YOU & I (2011) C
(director: Roland Joffe; screenwriters: Shawn Schepps, Luke Goltz, Andrew Cullen, based on the novel L.A T.u. Come Back by Aleksey Mitrofanov & Anastasia Moiseeeve; cinematographer: Philip Robertson; editor: Richard Nzhsky ord; music: Jeff Cardoni; cast: Mischa Barton (Lana Starkova), Shantel VanSanten (Janie Sawyer), Alexander Kalu (Dima), Charlie Creed-Miles (Ian), Igor Desyatnikov (Ivan), Aleksandr Byelonogy (Max, L.A T.u. producer), Lena Katina (Elena), Julia Volkova (Yulia), Evgeny Koryakovsky (Aleksei), Grigorey Levakov (Face Control), Troy MacCubbin (guitarist, L.A T.u.), Yekaterina Malikova (Marina), Sven Martin (Keyboardist, L.A T.u.), Helena Mattsson (Kira), Ruslan Sasin (Vadim), Olesya Sudzilovskaya (Anna), Anton Yelchin (Edward), Aleksandr Semchev (Leonid), Bronson Pinchot (Torrino, bossy vogue photographer); Runtime: 100; MPAA Rating: R; producers: Sergei Konov, Leonid Minkovski, Stephen Nemeth; Angels Kiss/RAMCO; 2011-USA/Russia-in English & Russian)
“I wish it made more sense.”
Reviewed by Dennis Schwartz
Brit director Roland Joffe (“The Killing Fields”/”The Mission”) helms this chaotic female teenager LGBTQ+ romance/adventure drama set among the music hipster crowd in Moscow. It’s co-written by Shawn Schepps, Luke Goltz, and Andrew Cullen, and is based on the novel L.A. T.u. Come Back by Aleksey Mitrofanov & Anastasia Moiseeeve. It’s a fictionalized story of real events.
The feisty, attractive, poor blonde Lana Starkova (Mischa Barton), striving to become a model, moves from living with mom in the stifling small farming town of Gorsk, just outside Moscow, to the bustling city of Moscow. Through an internet fan chat site for the popular band L.A. T. u. (Tatu) on her cell phone, she hooks up with her opposite, the lonely and well-off American teenager from NYC, Janie Sawyer (Shantel VanSanten). She’s also a big fan of the group, and stays with her dad and with her bitchy step-mother, while he works in Moscow,
Janie adapts one of Lana’s poems into a song and posts it on YouTube. Tatu’s manager Max (Aleksandr Byelonogy) hears the song being played by his corrupt music producer Ian (Charlie Creed-Miles) and loves it. He later contacts the girls, instead of the producer, hoping they will allow Tatu to record the song without the producer. Meanwhile Janie and Lana have a cautious lesbian relationship and go through a series of adventures with various people. Janie it turns out is hooked on injecting drugs ever since her biological mother died, and Lana tries scoring a modelling gig by dealing with those who want to take her to bed. Both girls experience the lows and highs of living out the glitzy pop culture Moscow scene, which seems as empty as the one in Manhattan.
I wish it made more sense. It tries to tell me that music can make your dreams come true, but its happy ending still leaves me unconvinced.
It played at the Cannes Film Festival.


### TO DO
Find how many lines below hold "Output", then state that number by itself.

*-*-*

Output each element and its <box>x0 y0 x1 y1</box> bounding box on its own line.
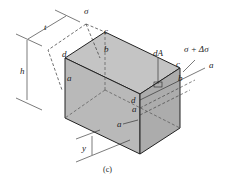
figure-caption: (c) <box>103 165 112 174</box>
sigma-delta-leader <box>183 60 195 72</box>
label-c-top: c <box>104 26 108 36</box>
label-a-front-low: a <box>117 119 122 129</box>
label-y: y <box>81 143 86 153</box>
label-t: t <box>44 22 47 32</box>
stress-element-diagram: t h y dA σ σ + Δσ a c b d a c b d a a (c… <box>0 0 227 177</box>
label-d-top: d <box>62 49 67 59</box>
label-h: h <box>20 66 25 76</box>
dim-t-line <box>28 16 66 39</box>
label-b-right: b <box>178 73 183 83</box>
label-c-right: c <box>176 59 180 69</box>
label-sigma-plus-delta: σ + Δσ <box>184 44 209 54</box>
dim-t-ext2 <box>16 34 42 46</box>
label-sigma: σ <box>84 6 89 16</box>
label-dA: dA <box>153 48 164 58</box>
dim-h-ext <box>16 98 42 110</box>
label-b-top: b <box>104 44 109 54</box>
label-a-front: a <box>132 104 137 114</box>
label-a-right: a <box>209 60 214 70</box>
dim-y-ext1 <box>76 130 100 139</box>
label-a-top-left: a <box>67 73 72 83</box>
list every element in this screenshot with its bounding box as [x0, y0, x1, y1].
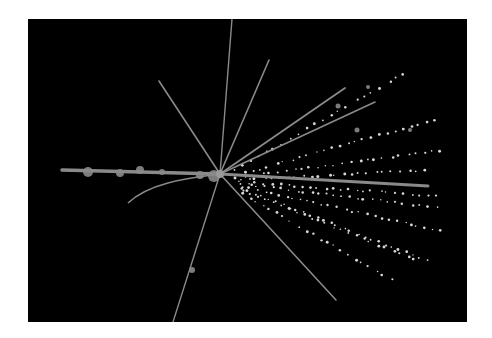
- track-dot: [423, 226, 426, 229]
- track-dot: [340, 195, 342, 197]
- dots-2: [236, 119, 435, 176]
- track-dot: [320, 239, 322, 241]
- track-dot: [409, 169, 412, 172]
- track-dot: [369, 92, 371, 94]
- track-dot: [281, 161, 282, 162]
- track-dot: [277, 194, 280, 197]
- track-dot: [377, 271, 379, 273]
- track-dot: [347, 188, 350, 191]
- track-dot: [241, 192, 244, 195]
- track-dot: [396, 219, 398, 221]
- track-dot: [309, 186, 312, 189]
- track-dot: [317, 167, 319, 169]
- track-dot: [360, 261, 362, 263]
- track-dot: [300, 199, 302, 201]
- track-dot: [345, 228, 347, 230]
- track-dot: [332, 187, 335, 190]
- dots-9: [241, 192, 393, 281]
- track-dot: [301, 191, 304, 194]
- track-dot: [316, 151, 317, 152]
- track-dot: [412, 254, 413, 255]
- track-dot: [326, 241, 329, 244]
- track-dot: [387, 132, 389, 134]
- track-dot: [415, 225, 417, 227]
- track-dot: [298, 156, 300, 158]
- track-dot: [288, 190, 290, 192]
- track-left-curve: [128, 174, 220, 203]
- track-dot: [317, 219, 320, 222]
- track-dot: [263, 205, 265, 207]
- track-dot: [348, 142, 350, 144]
- track-dot: [355, 259, 358, 262]
- track-dot: [357, 172, 359, 174]
- track-dot: [365, 172, 367, 174]
- track-dot: [316, 175, 319, 178]
- collision-vertex: [216, 170, 224, 178]
- track-dot: [380, 199, 381, 200]
- track-dot: [277, 172, 279, 174]
- track-dot: [357, 211, 359, 213]
- track-dot: [406, 222, 408, 224]
- track-dot: [398, 252, 400, 254]
- event-display: [28, 19, 467, 322]
- track-dot: [385, 245, 387, 247]
- track-dot: [325, 165, 326, 166]
- track-dot: [390, 81, 392, 83]
- track-dot: [435, 194, 437, 196]
- track-dot: [426, 121, 429, 124]
- dots-5: [240, 183, 439, 208]
- track-dot: [287, 196, 289, 198]
- track-dot: [377, 240, 380, 243]
- track-dot: [370, 239, 372, 241]
- dots-3: [234, 150, 442, 180]
- track-dot: [315, 187, 317, 189]
- track-dot: [283, 203, 285, 205]
- track-dot: [270, 192, 273, 195]
- track-dot: [415, 170, 417, 172]
- track-dot: [346, 209, 348, 211]
- track-dot: [250, 197, 253, 200]
- track-dot: [366, 265, 368, 267]
- track-dot: [388, 218, 391, 221]
- track-dot: [395, 76, 397, 78]
- track-dot: [351, 211, 353, 213]
- track-dot: [296, 212, 298, 214]
- track-dot: [340, 189, 342, 191]
- track-dot: [322, 219, 325, 222]
- track-dot: [408, 256, 411, 259]
- particle-tracks: [28, 19, 467, 322]
- track-dot: [431, 150, 433, 152]
- track-dot: [294, 209, 296, 211]
- track-dot: [423, 169, 426, 172]
- track-dot: [249, 193, 251, 195]
- track-dot: [405, 250, 408, 253]
- track-dot: [326, 204, 328, 206]
- dots-7: [241, 187, 429, 261]
- track-dot: [399, 170, 401, 172]
- track-dot: [245, 189, 248, 192]
- track-dot: [249, 178, 251, 180]
- track-blob: [355, 128, 360, 133]
- track-dot: [410, 223, 413, 226]
- track-dot: [305, 154, 307, 156]
- track-dot: [372, 198, 374, 200]
- track-dot: [409, 153, 411, 155]
- track-blob: [136, 166, 144, 174]
- track-blob: [196, 171, 204, 179]
- track-dot: [311, 218, 313, 220]
- track-dot: [333, 227, 334, 228]
- track-dot: [288, 207, 291, 210]
- track-dot: [259, 169, 261, 171]
- track-dot: [255, 186, 256, 188]
- track-dot: [367, 159, 369, 161]
- track-dot: [369, 189, 371, 191]
- track-dot: [347, 232, 349, 234]
- dots-4: [240, 169, 426, 181]
- track-dot: [280, 205, 282, 207]
- track-dot: [424, 152, 426, 154]
- track-dot: [334, 224, 336, 226]
- track-dot: [320, 204, 322, 206]
- track-dot: [380, 274, 383, 277]
- track-dot: [234, 169, 236, 171]
- track-dot: [257, 196, 259, 198]
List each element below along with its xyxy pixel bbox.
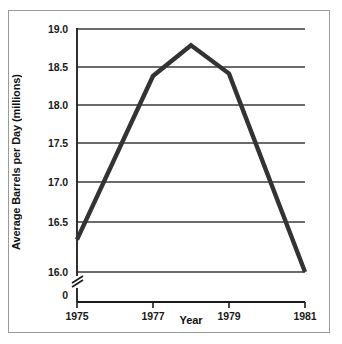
gridlines [77, 29, 305, 272]
ytick-label-19-0: 19.0 [18, 23, 68, 35]
data-line-average-barrels [77, 45, 305, 272]
x-axis-title: Year [77, 314, 305, 326]
ytick-label-16-5: 16.5 [18, 216, 68, 228]
ytick-label-18-5: 18.5 [18, 61, 68, 73]
y-axis-break-icon [72, 276, 83, 287]
chart-figure: 19.0 18.5 18.0 17.5 17.0 16.5 16.0 0 197… [0, 0, 342, 344]
ytick-label-17-0: 17.0 [18, 176, 68, 188]
y-axis-title: Average Barrels per Day (millions) [8, 52, 24, 272]
ytick-label-17-5: 17.5 [18, 137, 68, 149]
ytick-label-18-0: 18.0 [18, 99, 68, 111]
ytick-label-0: 0 [18, 289, 68, 301]
ytick-label-16-0: 16.0 [18, 266, 68, 278]
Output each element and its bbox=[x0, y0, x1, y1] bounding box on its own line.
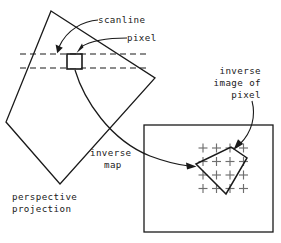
label-perspective-line2: projection bbox=[12, 203, 71, 214]
label-scanline: scanline bbox=[98, 14, 145, 25]
pixel-arrowhead bbox=[77, 43, 84, 53]
scanline-leader-arrow bbox=[59, 20, 98, 47]
inverse-image-quad bbox=[196, 147, 247, 194]
inverse-image-leader-arrow bbox=[240, 101, 254, 144]
label-inverse-map-line2: map bbox=[104, 159, 122, 170]
label-inverse-image-line3: pixel bbox=[231, 89, 261, 100]
diagram-svg: scanline pixel inverse image of pixel in… bbox=[0, 0, 281, 243]
label-perspective-line1: perspective bbox=[12, 191, 77, 202]
label-inverse-map-line1: inverse bbox=[90, 147, 132, 158]
diagram-canvas: scanline pixel inverse image of pixel in… bbox=[0, 0, 281, 243]
label-pixel: pixel bbox=[127, 32, 157, 43]
inverse-map-arrowhead bbox=[186, 163, 197, 170]
label-inverse-image-line1: inverse bbox=[219, 65, 261, 76]
pixel-square-fill bbox=[68, 55, 81, 68]
label-inverse-image-line2: image of bbox=[214, 77, 261, 88]
inverse-image-box bbox=[144, 125, 273, 232]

*-*-*

### SOLUTION
2